UK government's cloud strategy challenges SI status quo
G-Cloud is the UK government’s national cloud computing drive for the public sector, akin in parts to the Obama administration’s Cloud First strategy that was driven so hard by former Whitehouse CIO Vivek Kundra (now ensconsed at Salesforce.com which has a keen eye on the UK programme) and sadly somewhat less aggressively by his successors.
G-Cloud 4 (G4) went live yesterday with 999 suppliers on the new framework which allows public sector organisations to buy cloud-based digital services off the shelf, avoiding what the government calls:
lock-in to expensive contracts with single suppliers, and encouraging cost-effective, innovative solutions.
In total the number of suppliers with services in the CloudStore comes to 1,186 - and of those 84% are SMBs of the type that have traditionally been locked out of bidding for government business.
Other significant stats worth noting
- the CloudStore online shopfront now features more than 13,000 services across SaaS, PaaS and IaaS sectors.
- Cumulative sales from CloudStore broke the £50 million barrier last month - £53.5 million to be precise.
- Some 58% of that total spend went to to SMBs.
Tiny acorns, mighty oaks
Now of course that remains a drop in the ocean of overall ICT spend across the UK public sector.
To put it in context, the Public Accounts Committee (PAC) of the House of Commons last month cheerfully bandied around estimates that in fiscal 2012 UK central government alone spent £6.9 billion on IT.
But with multi-year existing contracts with big ticket SIs and the enterprise establishment suppliers due to start winding down next year - and a stated commitment on the part of the current regime not to renew them - the potential for G-Cloud to build on this baseline is significant.
That's one reason that the fourth framework contains so many familiar names from public sector IT - you can see the full list here.
It's nice to see diginomica partners represented by Salesforce.com, Oracle, SAP and Box, while the SI establishment is there in strength, including the likes of Accenture, Capgemini and Atos, as well such public sector veterans as Hewlett Packard, Fujitsu and IBM.
Microsoft's there of course, but no sign of a direct presence by Google to date - which is interesting given the two firms battle royal in the US federal government market.
The biggest stir this time around was caused by the inclusion of Amazon Web Services whose absence had started to gather tongues clucking about its non-participation at a time when the UK government has an ambition to see 50% of central government’s new IT spend to be in the public cloud by December 2015.
Long road ahead
Clearly there’s a hell of a long way to go, but the UK Minister for the Cabinet Office Francis Maude made the appropriate encouraging noises:
“Our reforms to Government technology are designed to ensure the best possible service for users at the lowest cost for taxpayers. To make this possible we need a truly competitive marketplace. SMEs are a source of innovation and a crucial engine for growth. We will continue to knock down the barriers that have prevented them from winning public sector work in the past.
“G-Cloud is a simpler, faster and cheaper way for the public sector to buy digital services. It allows companies of all sizes to benefit from our digital by default approach to government. I’m delighted that so many SMEs have won representation in this new iteration. We will continue to embed our Cloud First principle in government and recommend it across the wider public sector.”
G4 is the first framework to emerge since the G-Cloud programme was moved under the remit of the wider Government Digital Service (GDS) where it can receive more backing and support from a larger team than it had enjoyed previously.
G-Cloud has a way to go of course before it silences all the cynics and the snipers from the sidelines.
I know for a fact that there are several of the ‘old guard’ who remain deeply uncomfortable with the way things are heading, with at least one major SI to my knowledge quietly advocating a legal challenge to the programme on the basis that it supposedly breaches European procurement law.
(It doesn’t BTW, but good luck with that if you can muster the nerve for such a challenge - as well as kiss goodbye to much prospect of future UK public sector work if you do!).
One of the next challenges GDS will face is how to respond to the Brussels-led drive to supplant national initiatives such as G-Cloud with an overarching Euro-strategy as promoted by the likes of Neelie Kroes and Vivian Reding at the Commission.
Phil’s been covering off the progress towards - and the fears around - this ghastly effort in some detail and it’s clearly going to be a major subject of our attention in 2014.
Disclosure: at time of writing Oracle, Salesforce.com and SAP are premium partners of diginomica while Box is a partner.
Think Cloud for Government which is being held in London in March 2014, with G-Cloud head Tony Singleton and UK government Chief Operating Officer Stephen Kelly keynoting as well as what promises to be a lively debate on the European Commission’s plans.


Task statement:
The entries that follow should be reproduced exactly, with no images carried over.

========

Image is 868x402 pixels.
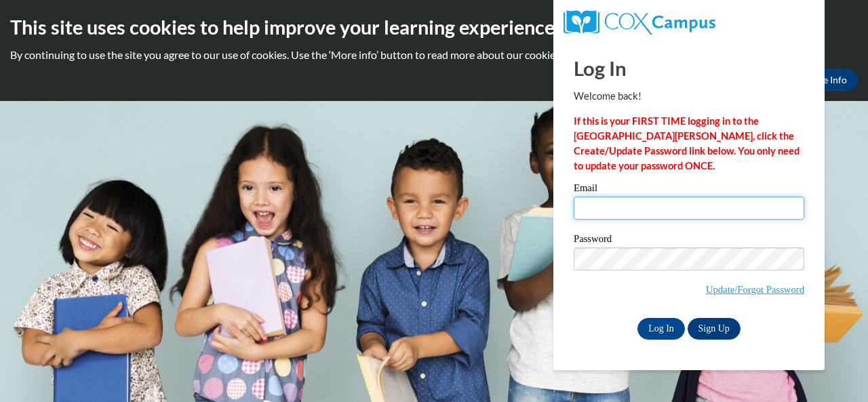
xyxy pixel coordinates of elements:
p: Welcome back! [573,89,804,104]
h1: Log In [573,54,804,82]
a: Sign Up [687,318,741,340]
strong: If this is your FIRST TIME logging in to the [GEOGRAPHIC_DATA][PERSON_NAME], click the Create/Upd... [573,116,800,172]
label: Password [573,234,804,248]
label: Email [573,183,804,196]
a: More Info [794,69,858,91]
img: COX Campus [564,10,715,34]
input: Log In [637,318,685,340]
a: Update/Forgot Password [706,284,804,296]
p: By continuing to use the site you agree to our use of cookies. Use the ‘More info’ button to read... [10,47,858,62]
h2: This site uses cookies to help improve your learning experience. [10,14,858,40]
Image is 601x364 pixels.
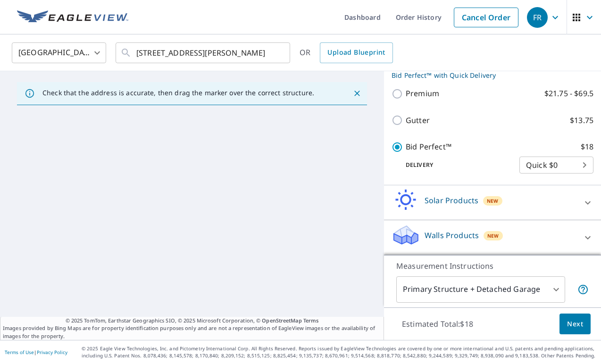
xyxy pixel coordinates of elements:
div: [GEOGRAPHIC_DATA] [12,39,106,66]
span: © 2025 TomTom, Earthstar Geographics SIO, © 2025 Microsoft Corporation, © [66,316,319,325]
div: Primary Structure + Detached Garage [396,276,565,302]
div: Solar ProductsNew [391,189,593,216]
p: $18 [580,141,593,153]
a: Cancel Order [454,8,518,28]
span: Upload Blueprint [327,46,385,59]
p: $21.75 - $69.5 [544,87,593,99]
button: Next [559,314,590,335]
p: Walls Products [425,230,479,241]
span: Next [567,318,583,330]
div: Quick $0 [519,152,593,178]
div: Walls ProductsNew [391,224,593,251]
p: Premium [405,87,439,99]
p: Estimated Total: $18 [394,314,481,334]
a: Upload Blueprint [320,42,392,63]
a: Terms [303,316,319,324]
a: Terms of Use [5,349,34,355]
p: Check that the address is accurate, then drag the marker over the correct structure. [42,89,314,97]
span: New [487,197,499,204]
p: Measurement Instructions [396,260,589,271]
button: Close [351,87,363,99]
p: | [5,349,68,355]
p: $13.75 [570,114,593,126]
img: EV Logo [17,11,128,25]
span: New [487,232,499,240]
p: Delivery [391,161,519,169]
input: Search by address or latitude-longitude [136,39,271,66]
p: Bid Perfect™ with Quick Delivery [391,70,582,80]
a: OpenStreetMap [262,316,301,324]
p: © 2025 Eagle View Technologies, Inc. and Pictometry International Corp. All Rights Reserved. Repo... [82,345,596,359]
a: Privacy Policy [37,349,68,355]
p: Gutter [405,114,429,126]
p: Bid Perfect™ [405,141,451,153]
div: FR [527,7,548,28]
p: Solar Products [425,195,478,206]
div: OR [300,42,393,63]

========

Result for this exercise:
Image is 868x402 pixels.
xyxy pixel coordinates of elements:
p: Welcome back! [573,89,804,104]
h1: Log In [573,54,804,82]
a: Sign Up [687,318,741,340]
strong: If this is your FIRST TIME logging in to the [GEOGRAPHIC_DATA][PERSON_NAME], click the Create/Upd... [573,116,800,172]
label: Password [573,234,804,248]
label: Email [573,183,804,196]
a: More Info [794,69,858,91]
img: COX Campus [564,10,715,34]
input: Log In [637,318,685,340]
a: Update/Forgot Password [706,284,804,296]
p: By continuing to use the site you agree to our use of cookies. Use the ‘More info’ button to read... [10,47,858,62]
h2: This site uses cookies to help improve your learning experience. [10,14,858,40]
Image is 601x364 pixels.
xyxy pixel coordinates of elements:
div: [GEOGRAPHIC_DATA] [12,39,106,66]
span: © 2025 TomTom, Earthstar Geographics SIO, © 2025 Microsoft Corporation, © [66,316,319,325]
div: Primary Structure + Detached Garage [396,276,565,302]
div: Solar ProductsNew [391,189,593,216]
p: $18 [580,141,593,153]
a: Cancel Order [454,8,518,28]
span: Upload Blueprint [327,46,385,59]
p: $21.75 - $69.5 [544,87,593,99]
button: Next [559,314,590,335]
p: Walls Products [425,230,479,241]
span: Next [567,318,583,330]
div: Quick $0 [519,152,593,178]
div: Walls ProductsNew [391,224,593,251]
p: Premium [405,87,439,99]
p: Estimated Total: $18 [394,314,481,334]
a: Upload Blueprint [320,42,392,63]
a: Terms [303,316,319,324]
a: Terms of Use [5,349,34,355]
p: Check that the address is accurate, then drag the marker over the correct structure. [42,89,314,97]
span: New [487,197,499,204]
p: Measurement Instructions [396,260,589,271]
button: Close [351,87,363,99]
p: | [5,349,68,355]
p: $13.75 [570,114,593,126]
img: EV Logo [17,11,128,25]
span: New [487,232,499,240]
p: Delivery [391,161,519,169]
input: Search by address or latitude-longitude [136,39,271,66]
p: Bid Perfect™ with Quick Delivery [391,70,582,80]
a: OpenStreetMap [262,316,301,324]
p: © 2025 Eagle View Technologies, Inc. and Pictometry International Corp. All Rights Reserved. Repo... [82,345,596,359]
a: Privacy Policy [37,349,68,355]
p: Gutter [405,114,429,126]
p: Bid Perfect™ [405,141,451,153]
div: FR [527,7,548,28]
p: Solar Products [425,195,478,206]
div: OR [300,42,393,63]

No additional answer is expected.